The PlayStation 5 is in many ways a fantastic machine, but it’s far from perfect. Games take up more space than indicated, the dashboard’s newsfeed can get needlessly cluttered, and the simplest way to power the thing down is a departure from the hold-the-big-center-button norm. Beyond that, nearly a month after launch, Sony’s latest console lacks yet another major feature: universal support for third-party controllers, limiting the system’s accessibility.
At the moment, the only way to play PS5 games is by using the system’s packaged-in DualSense controller. Though officially licensed third-party controllers work with backward-compatible PS4 games, they won’t work with PS5 games. Even Sony’s own DualShock 4, the standard-issue controller that comes with the PlayStation 4, is a no-go. You can use it to navigate the PS5, and to play backward-compatible PS4 games on the PS5, but that’s it.
This further holds true for PS4 games that have since been upgraded to a snazzier PS5 version, like Borderlands 3, and games that have cross-gen versions, like Spider-Man: Miles Morales. You can boot up a PS5 game with a DualShock 4, but the second you get to the main menu, you won’t be able to hit any buttons. (Licensed third-party PS4 controllers face the same rules and constraints. Kotaku asked Sony about third-party controller support for PS5 games. At press time, it was looking into it.)
The PS5’s lack of third-party controller support for PS5 games poses an accessibility problem. As Twitter user Lofti Pixels pointed out, some players, including those with muscular dystrophy (like his brother), can have difficulty hitting certain DualSense buttons—including the all-important Options button. Other gamepads, like the near-perfected Xbox controller, are more ergonomically ideal. Back on PS4, third-party adapters let players play PS4 games with an Xbox controller. But in August, Sony announced that not all third-party peripherals would work with the PS5.
Lofti Pixels told me, via Twitter DM, that the adapter he and his brother use—a CronusMax Plus—is not compatible with the PS5. Plugging it in results in an error notification not unlike the one you’d get when trying to play a PS5 game with a DualShock 4 controller. (He said the adapter works just fine on the Xbox Series X, where his brother likes to play Call of Duty: Warzone.) It’s unclear if the case is such that no adapter on the market works with the PS5, but, as far as I’ve researched, none do. Sony’s August guidance doesn’t even mention adapters among the list of green-lit peripherals. That means players who can’t use the DualSense controller are effectively prevented from playing some PS5 games.
Currently, trying to plug an Xbox Series X controller into a PS5 (hey, they use the same cables) does absolutely nothing.

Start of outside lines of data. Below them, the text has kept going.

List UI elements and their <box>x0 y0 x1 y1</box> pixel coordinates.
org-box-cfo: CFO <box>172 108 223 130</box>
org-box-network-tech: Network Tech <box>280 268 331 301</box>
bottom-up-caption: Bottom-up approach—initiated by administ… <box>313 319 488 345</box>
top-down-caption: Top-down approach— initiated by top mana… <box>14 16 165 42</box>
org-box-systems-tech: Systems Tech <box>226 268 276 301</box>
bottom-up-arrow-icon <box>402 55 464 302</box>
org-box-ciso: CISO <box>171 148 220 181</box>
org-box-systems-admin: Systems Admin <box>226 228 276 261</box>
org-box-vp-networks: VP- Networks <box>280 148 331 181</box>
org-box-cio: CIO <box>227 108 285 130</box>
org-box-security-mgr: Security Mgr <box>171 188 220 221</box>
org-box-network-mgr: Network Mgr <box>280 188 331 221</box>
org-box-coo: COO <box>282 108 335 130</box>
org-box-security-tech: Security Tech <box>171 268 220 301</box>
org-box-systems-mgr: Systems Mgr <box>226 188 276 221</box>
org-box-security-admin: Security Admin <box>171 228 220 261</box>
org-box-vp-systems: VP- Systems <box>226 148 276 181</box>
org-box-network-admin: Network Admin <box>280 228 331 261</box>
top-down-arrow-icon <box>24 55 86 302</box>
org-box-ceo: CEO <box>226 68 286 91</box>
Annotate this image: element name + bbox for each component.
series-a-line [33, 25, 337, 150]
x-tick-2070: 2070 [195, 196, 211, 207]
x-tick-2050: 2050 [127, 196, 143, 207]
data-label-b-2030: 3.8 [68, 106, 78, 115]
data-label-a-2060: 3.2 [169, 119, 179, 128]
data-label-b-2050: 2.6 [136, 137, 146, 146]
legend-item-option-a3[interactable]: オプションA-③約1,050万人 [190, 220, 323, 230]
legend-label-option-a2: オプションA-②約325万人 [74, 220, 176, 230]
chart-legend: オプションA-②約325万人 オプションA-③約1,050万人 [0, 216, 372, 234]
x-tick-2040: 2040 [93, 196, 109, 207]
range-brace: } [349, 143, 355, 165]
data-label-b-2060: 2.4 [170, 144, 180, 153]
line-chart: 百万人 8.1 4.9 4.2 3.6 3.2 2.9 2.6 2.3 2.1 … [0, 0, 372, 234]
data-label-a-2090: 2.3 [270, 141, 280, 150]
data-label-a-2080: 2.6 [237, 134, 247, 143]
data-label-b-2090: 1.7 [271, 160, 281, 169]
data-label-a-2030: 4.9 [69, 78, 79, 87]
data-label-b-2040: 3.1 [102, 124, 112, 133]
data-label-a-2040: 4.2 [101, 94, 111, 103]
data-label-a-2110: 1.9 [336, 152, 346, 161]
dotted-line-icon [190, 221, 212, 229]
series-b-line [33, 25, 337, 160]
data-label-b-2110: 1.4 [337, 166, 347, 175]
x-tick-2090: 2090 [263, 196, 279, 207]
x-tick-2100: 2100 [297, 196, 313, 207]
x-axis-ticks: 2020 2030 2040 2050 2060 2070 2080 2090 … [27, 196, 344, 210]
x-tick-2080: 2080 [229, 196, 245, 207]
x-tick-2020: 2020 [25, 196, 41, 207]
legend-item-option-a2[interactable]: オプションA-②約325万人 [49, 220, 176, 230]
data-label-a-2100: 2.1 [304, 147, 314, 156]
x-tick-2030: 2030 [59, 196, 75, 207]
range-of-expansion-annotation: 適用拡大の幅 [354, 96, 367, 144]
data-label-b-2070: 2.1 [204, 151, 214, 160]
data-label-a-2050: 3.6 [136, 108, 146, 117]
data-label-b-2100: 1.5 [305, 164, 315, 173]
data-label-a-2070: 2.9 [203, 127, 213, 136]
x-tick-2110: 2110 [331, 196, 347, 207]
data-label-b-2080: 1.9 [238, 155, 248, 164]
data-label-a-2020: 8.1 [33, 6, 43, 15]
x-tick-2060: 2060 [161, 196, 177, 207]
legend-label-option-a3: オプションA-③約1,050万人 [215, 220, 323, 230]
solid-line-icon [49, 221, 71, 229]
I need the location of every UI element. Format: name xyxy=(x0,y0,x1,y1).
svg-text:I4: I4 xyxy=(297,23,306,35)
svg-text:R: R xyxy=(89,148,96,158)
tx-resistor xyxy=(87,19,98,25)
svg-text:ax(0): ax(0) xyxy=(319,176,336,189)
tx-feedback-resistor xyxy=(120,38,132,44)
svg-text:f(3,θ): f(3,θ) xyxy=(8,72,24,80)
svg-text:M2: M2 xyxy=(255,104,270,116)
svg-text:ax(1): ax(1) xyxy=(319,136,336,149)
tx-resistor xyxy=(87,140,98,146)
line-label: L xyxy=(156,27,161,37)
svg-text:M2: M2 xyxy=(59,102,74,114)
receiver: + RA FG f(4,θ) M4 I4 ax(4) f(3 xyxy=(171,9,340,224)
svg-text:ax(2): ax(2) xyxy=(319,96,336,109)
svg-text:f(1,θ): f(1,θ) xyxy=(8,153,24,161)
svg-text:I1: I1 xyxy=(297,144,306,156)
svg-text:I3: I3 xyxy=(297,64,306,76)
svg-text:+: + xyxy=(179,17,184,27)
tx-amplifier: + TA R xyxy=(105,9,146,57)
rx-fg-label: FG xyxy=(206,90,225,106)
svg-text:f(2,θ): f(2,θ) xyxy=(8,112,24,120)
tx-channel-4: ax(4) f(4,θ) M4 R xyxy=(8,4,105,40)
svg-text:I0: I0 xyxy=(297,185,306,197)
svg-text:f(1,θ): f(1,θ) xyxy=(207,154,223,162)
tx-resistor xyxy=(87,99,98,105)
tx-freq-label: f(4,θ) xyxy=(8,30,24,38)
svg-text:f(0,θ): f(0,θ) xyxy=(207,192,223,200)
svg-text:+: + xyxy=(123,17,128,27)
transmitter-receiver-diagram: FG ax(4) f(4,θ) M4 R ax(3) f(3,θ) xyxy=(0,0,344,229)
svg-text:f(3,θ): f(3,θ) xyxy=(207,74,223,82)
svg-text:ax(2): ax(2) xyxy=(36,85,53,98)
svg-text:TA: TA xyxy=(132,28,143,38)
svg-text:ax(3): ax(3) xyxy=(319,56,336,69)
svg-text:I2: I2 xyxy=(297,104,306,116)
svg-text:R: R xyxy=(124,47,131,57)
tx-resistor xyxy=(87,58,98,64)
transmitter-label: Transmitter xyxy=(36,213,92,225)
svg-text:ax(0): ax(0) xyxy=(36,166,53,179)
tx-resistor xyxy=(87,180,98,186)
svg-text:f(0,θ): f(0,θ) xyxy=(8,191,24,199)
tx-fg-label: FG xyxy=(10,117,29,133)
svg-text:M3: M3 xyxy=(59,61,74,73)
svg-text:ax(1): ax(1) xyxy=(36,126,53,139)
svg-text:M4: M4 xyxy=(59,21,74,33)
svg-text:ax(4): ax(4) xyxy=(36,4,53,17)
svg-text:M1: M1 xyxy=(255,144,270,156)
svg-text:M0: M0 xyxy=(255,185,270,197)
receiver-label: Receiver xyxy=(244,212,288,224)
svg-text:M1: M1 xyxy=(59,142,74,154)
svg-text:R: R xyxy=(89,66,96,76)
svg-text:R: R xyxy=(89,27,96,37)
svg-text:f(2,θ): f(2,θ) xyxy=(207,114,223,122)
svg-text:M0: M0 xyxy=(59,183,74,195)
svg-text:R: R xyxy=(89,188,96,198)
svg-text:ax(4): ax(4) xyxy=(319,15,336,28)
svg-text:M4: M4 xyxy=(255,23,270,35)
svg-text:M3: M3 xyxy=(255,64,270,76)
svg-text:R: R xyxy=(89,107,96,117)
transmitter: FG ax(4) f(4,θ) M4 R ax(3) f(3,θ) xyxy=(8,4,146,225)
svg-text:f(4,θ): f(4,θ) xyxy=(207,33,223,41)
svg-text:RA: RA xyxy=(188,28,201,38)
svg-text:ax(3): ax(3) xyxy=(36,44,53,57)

The PS5 controller shortcomings don’t end there. The DualSense allows for some robust button-remapping, but some buttons are permanently mapped to their preset functions. The central trackpad is one. Given the nature of how that particular input relies on touch sensitivity, sure, that tracks. However, three others—the Options, PS, and Create buttons—are similarly immovable. (Remapping all of the other buttons is possible by heading to the console’s settings, opening up the Accessibility menu, scrolling down to “controllers,” and clicking on “Custom Button Assignments.” Toggling the first option on and then clicking on the second option will pull up a list of all the buttons you can switch up. You can also swap the left and right thumbsticks.)
For those who may have trouble reaching those central buttons, which are essential for plenty of games, such a limitation can be prohibitive. It’s most flagrant with games that map the inventory and other key menus to the Options button. “It’s a difficult button to push for someone with weak hands compared to some of the other buttons,” Lofti Pixels said. That can be enough to just not play a game altogether.
“There are always input sacrifices to be made when you can’t push certain buttons like that, but most games can still be played anyway, as long as there aren’t a million different essential inputs,” Lofti Pixels said. “It helps a lot to at least be able to customize your own button inputs.”
Right now, there are precious few workarounds for the PS5’s overall lack of controller accessibility—and none of them are ideal. Where possible, you could download the PS4 version of a cross-gen game, and use an officially licensed third-party controller, but that process is both cumbersome and unfair. As more games become pure PS5 exclusives, with no option to use anything other than the DualSense controller, this issue will only grow worse.
“It just gives us a bit of anxiety not knowing whether or not we (my brother, and I’m sure there are others) will be limited in which exclusives are accessible to play,” Lofti Pixels said.